Kanban as a Process Control System

Flow-based management can be understood most clearly by borrowing a concept from control theory.

Control systems have four elements:

  1. A Process being controlled
  2. Sensors that observe the state of the process
  3. A Controller that interprets signals and makes decisions
  4. Actuators that change how the process behaves

For example:

Team Level — Daily Flow Control

Process: Create user stories from Backlog

Sensor: Collect data on WIP levels and item aging

Controller: Team daily standup – review the data and decide if action needed

Actuator: Take action – swarm, slice, stop starting new work

Action Triggers

  • Stories aging beyond expectation
  • WIP exceeding limits

Decisions

  • Swarm
  • Slice
  • Unblock
  • Stop starting

If nothing is aging, the standup ends early.

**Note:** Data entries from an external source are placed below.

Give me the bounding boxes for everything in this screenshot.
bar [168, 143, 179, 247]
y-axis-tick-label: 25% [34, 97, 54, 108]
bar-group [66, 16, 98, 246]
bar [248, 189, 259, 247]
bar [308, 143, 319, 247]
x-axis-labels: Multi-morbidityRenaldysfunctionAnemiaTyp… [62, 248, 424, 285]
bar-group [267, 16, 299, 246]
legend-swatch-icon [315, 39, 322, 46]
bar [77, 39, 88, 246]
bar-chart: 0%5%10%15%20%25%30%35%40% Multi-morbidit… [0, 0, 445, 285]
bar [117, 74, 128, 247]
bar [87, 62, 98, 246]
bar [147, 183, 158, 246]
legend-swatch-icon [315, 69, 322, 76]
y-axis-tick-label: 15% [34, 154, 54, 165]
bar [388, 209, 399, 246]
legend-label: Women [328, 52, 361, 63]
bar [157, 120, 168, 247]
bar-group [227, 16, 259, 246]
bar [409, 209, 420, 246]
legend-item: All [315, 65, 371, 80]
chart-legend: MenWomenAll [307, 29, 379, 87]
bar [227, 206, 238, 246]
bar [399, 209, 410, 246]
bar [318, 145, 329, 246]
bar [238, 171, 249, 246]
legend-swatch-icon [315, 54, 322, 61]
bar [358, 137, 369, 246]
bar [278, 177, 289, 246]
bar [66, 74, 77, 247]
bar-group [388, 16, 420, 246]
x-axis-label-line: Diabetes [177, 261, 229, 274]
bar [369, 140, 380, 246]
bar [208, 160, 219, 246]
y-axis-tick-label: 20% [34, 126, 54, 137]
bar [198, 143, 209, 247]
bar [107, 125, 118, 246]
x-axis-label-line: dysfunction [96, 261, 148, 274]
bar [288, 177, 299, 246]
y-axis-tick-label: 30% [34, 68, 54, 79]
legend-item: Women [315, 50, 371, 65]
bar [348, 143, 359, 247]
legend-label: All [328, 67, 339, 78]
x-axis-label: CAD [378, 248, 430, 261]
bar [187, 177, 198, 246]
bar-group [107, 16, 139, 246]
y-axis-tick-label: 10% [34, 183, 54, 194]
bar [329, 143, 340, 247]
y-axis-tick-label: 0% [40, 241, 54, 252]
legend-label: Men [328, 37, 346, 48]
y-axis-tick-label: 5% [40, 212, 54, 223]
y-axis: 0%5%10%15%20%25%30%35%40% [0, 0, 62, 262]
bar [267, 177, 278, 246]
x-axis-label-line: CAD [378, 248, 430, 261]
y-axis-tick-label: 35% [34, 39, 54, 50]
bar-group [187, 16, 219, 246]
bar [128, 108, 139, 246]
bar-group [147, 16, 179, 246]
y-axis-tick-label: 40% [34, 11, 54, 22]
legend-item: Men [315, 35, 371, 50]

Policies must be explicit to support the flow

Examples:

  • What aging threshold requires discussion?
  • What WIP breach requires stopping new work?

Without explicit policies:

  • Signals are debated
  • Decisions are delayed
  • Governance reverts to politics

Policies remove ambiguity before pressure arises.

Work Items Must Be Small Enough to Enable Flow Control

A sprint backlog populated with stories sized to finish in 10 days (the end of a sprint) sets a team up with zero opportunities to take any meaningful action mid-sprint. In this situation stand-ups are almost pointless.

Why This Reduces, Not Increases, Governance Overhead

This may feel counterintuitive.

But when governance is trigger-based:

  • Fewer items require discussion
  • Meetings become shorter
  • Decisions become clearer
  • Escalations become rarer

As flow improves, triggers fire less often.

Silence is not neglect.
It is success.

Trigger-based governance is not dramatic.

There are no big moments.
No heroic interventions.
No crisis meetings.

There is just:

  • Work flowing
  • Signals appearing
  • Decisions happening
  • The system adjusting

Also, this pattern scales to ART and Portfolio (more later).